Have you tried setting up any connections using a PC terminal emulator app first?
– grawity
2 days ago
What do you mean? I can use my mac's terminal app. Also notice I said "suppose" I have. I don't actually have one but I want to emulate the experience as realistic as possible.
– Aaron
2 days ago
4
Are you looking for an explanation of how a teletype would be connected to a Unix system back when it was relevant, or are you looking for an explanation of how to connect a teletype to a modern Unix system?
– Stephen Kitt
2 days ago
@wizzwizz4 the use of new-hardware-adaptation hinges on the answer to my question above...
– Stephen Kitt
2 days ago
1
In this answer from me, there is a photo in which you'll see a phone, modem, and terminal. The modem is one I'll have used circa 1972, though with an ASR33 rather than the fancy (!) terminal shown. As to "how", given the equipment was already there, you dialed the computer's number, and when it answered, pressed the "online" button on the teletype, as far as I remember it.
– another-dave
2 days ago
|
show 2 more comments
Have you tried setting up any connections using a PC terminal emulator app first?
– grawity
2 days ago
What do you mean? I can use my mac's terminal app. Also notice I said "suppose" I have. I don't actually have one but I want to emulate the experience as realistic as possible.
– Aaron
2 days ago
4
Are you looking for an explanation of how a teletype would be connected to a Unix system back when it was relevant, or are you looking for an explanation of how to connect a teletype to a modern Unix system?
– Stephen Kitt
2 days ago
@wizzwizz4 the use of new-hardware-adaptation hinges on the answer to my question above...
– Stephen Kitt
2 days ago
1
In this answer from me, there is a photo in which you'll see a phone, modem, and terminal. The modem is one I'll have used circa 1972, though with an ASR33 rather than the fancy (!) terminal shown. As to "how", given the equipment was already there, you dialed the computer's number, and when it answered, pressed the "online" button on the teletype, as far as I remember it.
– another-dave
2 days ago
Have you tried setting up any connections using a PC terminal emulator app first?
– grawity
2 days ago
Have you tried setting up any connections using a PC terminal emulator app first?
– grawity
2 days ago
What do you mean? I can use my mac's terminal app. Also notice I said "suppose" I have. I don't actually have one but I want to emulate the experience as realistic as possible.
– Aaron
2 days ago
What do you mean? I can use my mac's terminal app. Also notice I said "suppose" I have. I don't actually have one but I want to emulate the experience as realistic as possible.
– Aaron
2 days ago
4
4
Are you looking for an explanation of how a teletype would be connected to a Unix system back when it was relevant, or are you looking for an explanation of how to connect a teletype to a modern Unix system?
– Stephen Kitt
2 days ago
Are you looking for an explanation of how a teletype would be connected to a Unix system back when it was relevant, or are you looking for an explanation of how to connect a teletype to a modern Unix system?
– Stephen Kitt
2 days ago
@wizzwizz4 the use of new-hardware-adaptation hinges on the answer to my question above...
– Stephen Kitt
2 days ago
@wizzwizz4 the use of new-hardware-adaptation hinges on the answer to my question above...
– Stephen Kitt
2 days ago
1
1
In this answer from me, there is a photo in which you'll see a phone, modem, and terminal.
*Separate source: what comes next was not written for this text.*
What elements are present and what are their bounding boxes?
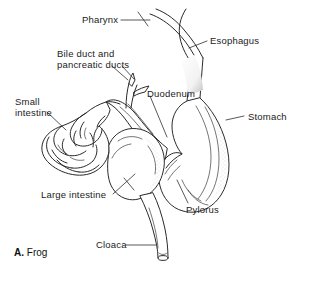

The modem is one I'll have used circa 1972, though with an ASR33 rather than the fancy (!) terminal shown. As to "how", given the equipment was already there, you dialed the computer's number, and when it answered, pressed the "online" button on the teletype, as far as I remember it.
– another-dave
2 days ago
In this answer from me, there is a photo in which you'll see a phone, modem, and terminal. The modem is one I'll have used circa 1972, though with an ASR33 rather than the fancy (!) terminal shown. As to "how", given the equipment was already there, you dialed the computer's number, and when it answered, pressed the "online" button on the teletype, as far as I remember it.
– another-dave
2 days ago
|
show 2 more comments
2 Answers
2
active
oldest
votes
The presumption in this situation is that there is some computer out there that already has one or several modems connected to phone lines, set up to automatically answer incoming calls and establish terminal sessions on them. I'm not going to go into detail on how this is done.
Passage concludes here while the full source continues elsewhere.